- Technically Philly takes its readers inside “The Loom at Richmond Mills,” a converted textile mill on the border of Port Richmond and Kensington that offers artisanal co-working space for some 80 tenants within its 250,000 square feet of space.“It was not unlike Frankford’s Globe Dye Works, an enormous campus of industrial buildings that in the last four years has been transiting from closed factory to cultural hub. There seems to be a different sense of community in sprawling industrial buildings and so a different sense of privacy.”
- Author and Penn professor Beth Kephart reflects in the Inquirer on her tranquil walks through West Philadelphia’s Woodlands Cemetery before class, where she strolls “among those who radically embraced the ricochet of possibility and dreams, who rose above the cacophony.”
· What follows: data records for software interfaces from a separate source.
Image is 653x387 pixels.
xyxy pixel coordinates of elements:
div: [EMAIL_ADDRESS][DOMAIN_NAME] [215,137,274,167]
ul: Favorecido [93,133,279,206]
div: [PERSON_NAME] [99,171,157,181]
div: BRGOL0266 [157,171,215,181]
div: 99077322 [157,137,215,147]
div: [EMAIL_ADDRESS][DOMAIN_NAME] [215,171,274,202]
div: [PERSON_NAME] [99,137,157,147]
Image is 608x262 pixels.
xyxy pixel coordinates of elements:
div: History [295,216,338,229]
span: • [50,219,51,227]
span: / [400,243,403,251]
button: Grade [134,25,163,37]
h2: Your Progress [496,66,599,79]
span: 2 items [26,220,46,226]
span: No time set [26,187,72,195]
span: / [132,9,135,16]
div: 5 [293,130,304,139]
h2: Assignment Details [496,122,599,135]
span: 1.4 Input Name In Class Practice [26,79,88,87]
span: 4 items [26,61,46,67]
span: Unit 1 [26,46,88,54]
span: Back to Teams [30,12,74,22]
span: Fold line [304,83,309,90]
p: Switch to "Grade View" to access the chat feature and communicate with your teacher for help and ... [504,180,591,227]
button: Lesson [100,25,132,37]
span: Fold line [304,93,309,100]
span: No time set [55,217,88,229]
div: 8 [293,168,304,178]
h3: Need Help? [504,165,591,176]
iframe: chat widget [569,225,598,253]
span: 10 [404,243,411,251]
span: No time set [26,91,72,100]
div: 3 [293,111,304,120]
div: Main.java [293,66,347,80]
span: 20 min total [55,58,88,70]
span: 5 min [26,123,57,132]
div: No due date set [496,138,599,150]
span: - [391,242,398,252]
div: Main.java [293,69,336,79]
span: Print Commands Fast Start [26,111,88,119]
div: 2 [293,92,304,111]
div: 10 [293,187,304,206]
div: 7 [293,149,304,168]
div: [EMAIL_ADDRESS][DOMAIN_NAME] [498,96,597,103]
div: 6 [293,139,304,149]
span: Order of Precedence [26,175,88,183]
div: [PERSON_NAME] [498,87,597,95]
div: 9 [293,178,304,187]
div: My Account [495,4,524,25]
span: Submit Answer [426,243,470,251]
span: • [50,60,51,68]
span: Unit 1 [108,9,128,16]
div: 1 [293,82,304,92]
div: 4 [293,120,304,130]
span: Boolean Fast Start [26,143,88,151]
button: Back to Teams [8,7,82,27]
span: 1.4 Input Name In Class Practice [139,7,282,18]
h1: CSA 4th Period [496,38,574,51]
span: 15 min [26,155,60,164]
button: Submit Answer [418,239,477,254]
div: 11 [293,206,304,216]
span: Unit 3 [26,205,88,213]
- Plan Philly extrapolates some measure of SEPTA’s corner-cutting efforts from Wednesday’s third annual sustainability report, entitled “SEP-TAINABLE Empowering Action.”“Many of SEPTA’s sustainability initiatives have resulted in hundreds of thousands of dollars in savings, and though saving $100,000 by, for example, streamlining the organization’s printing capacity may seem like a drop in the bucket, it all adds up.”
- Chestnut Hill Local plugs Urijah James’ stained-glass art exhibit—the first such honor for the 57-year-old Germantown artist—at the High Point Café in Mount Airy’s Allens Lane Train Station.“My work focuses on spiritual themes that reflect my feelings about, and hopes for, the condition of humanity,” says James.